In supply chain operations, speed is everything. Yet, so many teams are bogged down by manual data entry, copy-pasting from ERPs to Excel, and building the same report every Monday morning.
This isn't just boring work; it's dangerous. Manual processes introduce errors. A missed decimal point on an inventory forecast can cost thousands.
The Problem: Excel Hell
When dealing with complex service quoting and inventory data, many companies rely on a workflow that looks surprisingly like this:
- Export CSV from Microsoft Dynamics GP.
- Open in Excel.
- Filter by region.
- Copy-paste into a "Master Sheet".
- Email the sheet to 5 different managers.
This took 4 hours a week. That's 200 hours a year—5 weeks of work just moving data around.
The Solution: Python & SQL
I built a script to automate this entirely. By connecting directly to the SQL database, we can bypass the manual export/import cycle.
1. Connecting to the Source
Using `pyodbc` and `pandas`, we can fetch exactly what we need in seconds.
import pandas as pd
import pyodbc
# Connection string for MS SQL Server
conn_str = 'DRIVER={SQL Server};SERVER=myserver;DATABASE=mydb;UID=user;PWD=pass'
# Direct SQL query
query = """
SELECT
ItemID,
Description,
SafetyStock,
CurrentQty
FROM Inventory
WHERE CurrentQty < SafetyStock
"""
# Load into DataFrame
df = pd.read_sql(query, pyodbc.connect(conn_str))
2. Automating the Analysis
Once the data is in Pandas, we can apply logic instantly. No more VLOOKUP errors.
# Calculate reorder quantity
df['ReorderQty'] = df['SafetyStock'] * 1.5 - df['CurrentQty']
# Filter for urgent items
urgent_orders = df[df['CurrentQty'] == 0]
The Results
By implementing this script and scheduling it with Windows Task Scheduler, we achieved:
- 100% Automation: Reports are generated and emailed automatically every Monday at 6 AM.
- Zero Errors: No human copy-paste mistakes.
- Real-Time Data: The team now has dashboard access (via Power BI) to live inventory levels.
"The best supply chain tool isn't a bigger warehouse; it's better visibility."
If you're in operations, stop fearing code. Python is the most powerful tool for logistics in 2026.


=== YOUR OBJECTIVE ===
Of the lines in the data below, count the ones holding the string "icon", and answer with that number only.

Figure record extracts

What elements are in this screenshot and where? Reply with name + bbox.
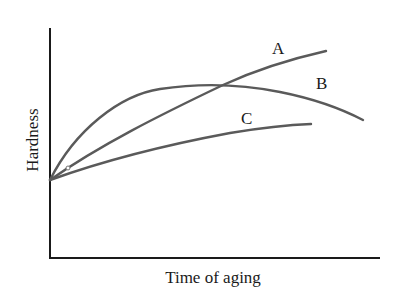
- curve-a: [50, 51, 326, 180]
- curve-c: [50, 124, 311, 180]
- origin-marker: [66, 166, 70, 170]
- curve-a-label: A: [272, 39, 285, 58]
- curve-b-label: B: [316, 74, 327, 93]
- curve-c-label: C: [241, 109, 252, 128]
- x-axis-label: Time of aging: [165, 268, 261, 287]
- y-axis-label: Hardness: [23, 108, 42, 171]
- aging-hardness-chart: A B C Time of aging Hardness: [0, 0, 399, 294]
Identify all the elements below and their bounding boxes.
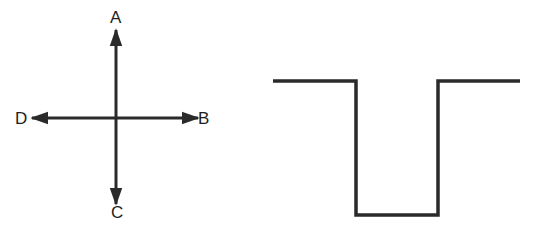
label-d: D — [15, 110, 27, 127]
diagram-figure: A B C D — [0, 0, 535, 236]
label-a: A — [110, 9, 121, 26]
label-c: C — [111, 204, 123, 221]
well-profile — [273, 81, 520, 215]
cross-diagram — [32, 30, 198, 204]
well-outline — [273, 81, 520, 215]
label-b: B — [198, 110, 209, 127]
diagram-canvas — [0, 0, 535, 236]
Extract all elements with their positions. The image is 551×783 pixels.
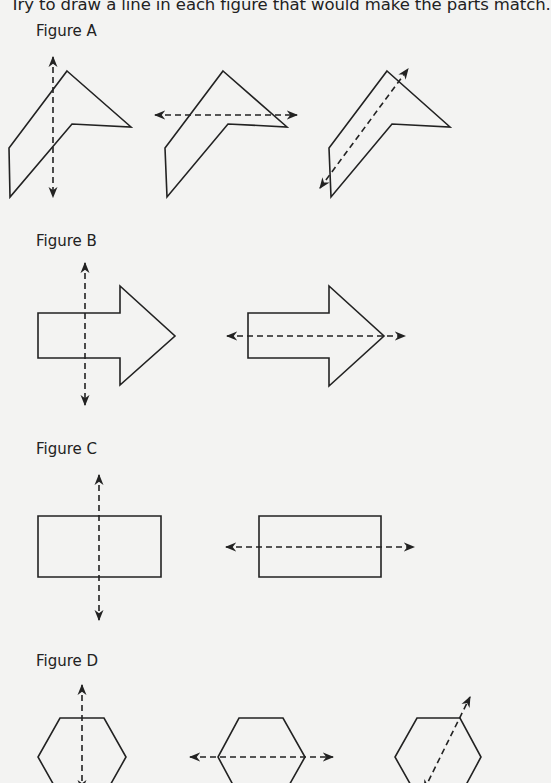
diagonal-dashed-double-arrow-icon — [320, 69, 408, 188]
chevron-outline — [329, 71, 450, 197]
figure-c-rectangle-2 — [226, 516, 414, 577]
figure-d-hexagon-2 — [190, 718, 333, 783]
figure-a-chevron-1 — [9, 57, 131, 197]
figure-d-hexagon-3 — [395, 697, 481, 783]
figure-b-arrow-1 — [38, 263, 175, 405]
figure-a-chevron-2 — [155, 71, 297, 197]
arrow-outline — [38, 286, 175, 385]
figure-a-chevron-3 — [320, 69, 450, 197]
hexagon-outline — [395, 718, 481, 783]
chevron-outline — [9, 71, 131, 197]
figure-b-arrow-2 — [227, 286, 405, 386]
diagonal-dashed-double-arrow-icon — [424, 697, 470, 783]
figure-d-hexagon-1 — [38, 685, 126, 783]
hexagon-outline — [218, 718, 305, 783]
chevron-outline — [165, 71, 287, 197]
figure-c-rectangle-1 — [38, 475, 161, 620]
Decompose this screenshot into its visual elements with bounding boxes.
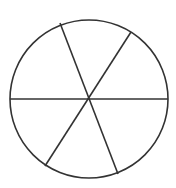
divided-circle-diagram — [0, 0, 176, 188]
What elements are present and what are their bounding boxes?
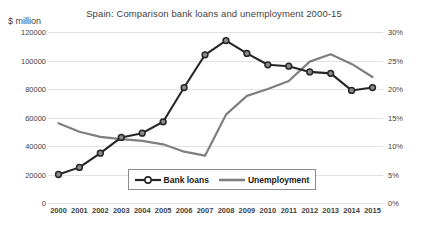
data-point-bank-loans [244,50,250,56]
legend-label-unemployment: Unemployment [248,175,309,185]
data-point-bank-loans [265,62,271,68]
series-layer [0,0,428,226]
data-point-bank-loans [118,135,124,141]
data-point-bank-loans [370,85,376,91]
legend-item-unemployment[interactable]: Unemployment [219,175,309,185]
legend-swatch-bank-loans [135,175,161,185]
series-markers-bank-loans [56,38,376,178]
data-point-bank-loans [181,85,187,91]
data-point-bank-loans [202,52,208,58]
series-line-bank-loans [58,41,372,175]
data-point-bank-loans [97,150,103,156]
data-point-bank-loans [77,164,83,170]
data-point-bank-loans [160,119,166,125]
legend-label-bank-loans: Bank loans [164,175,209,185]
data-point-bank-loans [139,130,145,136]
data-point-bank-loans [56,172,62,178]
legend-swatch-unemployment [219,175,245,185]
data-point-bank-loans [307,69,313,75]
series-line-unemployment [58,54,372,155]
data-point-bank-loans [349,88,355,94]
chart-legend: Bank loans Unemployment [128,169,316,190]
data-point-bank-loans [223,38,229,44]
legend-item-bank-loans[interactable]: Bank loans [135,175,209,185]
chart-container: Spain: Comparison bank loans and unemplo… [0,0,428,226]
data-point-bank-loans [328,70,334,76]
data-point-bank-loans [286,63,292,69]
* * *
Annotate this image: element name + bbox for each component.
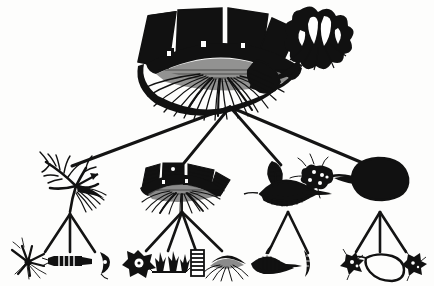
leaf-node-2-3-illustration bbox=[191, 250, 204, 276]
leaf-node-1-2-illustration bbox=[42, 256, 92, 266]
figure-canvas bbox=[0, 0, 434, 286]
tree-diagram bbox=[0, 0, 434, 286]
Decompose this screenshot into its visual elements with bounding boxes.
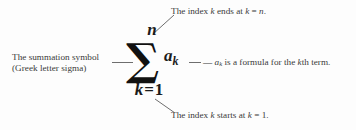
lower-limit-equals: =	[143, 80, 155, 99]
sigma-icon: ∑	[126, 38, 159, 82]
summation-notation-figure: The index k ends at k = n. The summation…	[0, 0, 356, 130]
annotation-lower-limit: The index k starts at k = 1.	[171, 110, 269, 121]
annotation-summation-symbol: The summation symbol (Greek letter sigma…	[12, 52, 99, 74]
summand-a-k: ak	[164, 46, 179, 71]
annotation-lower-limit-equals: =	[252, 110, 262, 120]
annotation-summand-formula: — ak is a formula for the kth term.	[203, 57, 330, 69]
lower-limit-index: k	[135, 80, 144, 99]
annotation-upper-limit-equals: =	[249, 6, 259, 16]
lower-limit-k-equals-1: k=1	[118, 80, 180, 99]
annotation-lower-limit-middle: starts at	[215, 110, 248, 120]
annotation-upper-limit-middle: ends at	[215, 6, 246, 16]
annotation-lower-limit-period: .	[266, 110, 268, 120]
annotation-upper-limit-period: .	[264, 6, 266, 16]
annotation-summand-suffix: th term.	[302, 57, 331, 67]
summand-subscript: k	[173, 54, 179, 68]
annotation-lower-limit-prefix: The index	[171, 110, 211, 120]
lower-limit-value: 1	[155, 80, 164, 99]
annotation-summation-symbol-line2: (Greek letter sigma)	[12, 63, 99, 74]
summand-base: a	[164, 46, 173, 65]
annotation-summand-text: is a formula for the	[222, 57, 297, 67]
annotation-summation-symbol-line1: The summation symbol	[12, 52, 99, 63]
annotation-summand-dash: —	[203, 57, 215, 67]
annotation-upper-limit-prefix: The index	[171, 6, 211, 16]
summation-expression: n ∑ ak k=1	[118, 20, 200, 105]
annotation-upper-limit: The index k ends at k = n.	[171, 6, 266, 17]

=== ANSWER BOX ===
3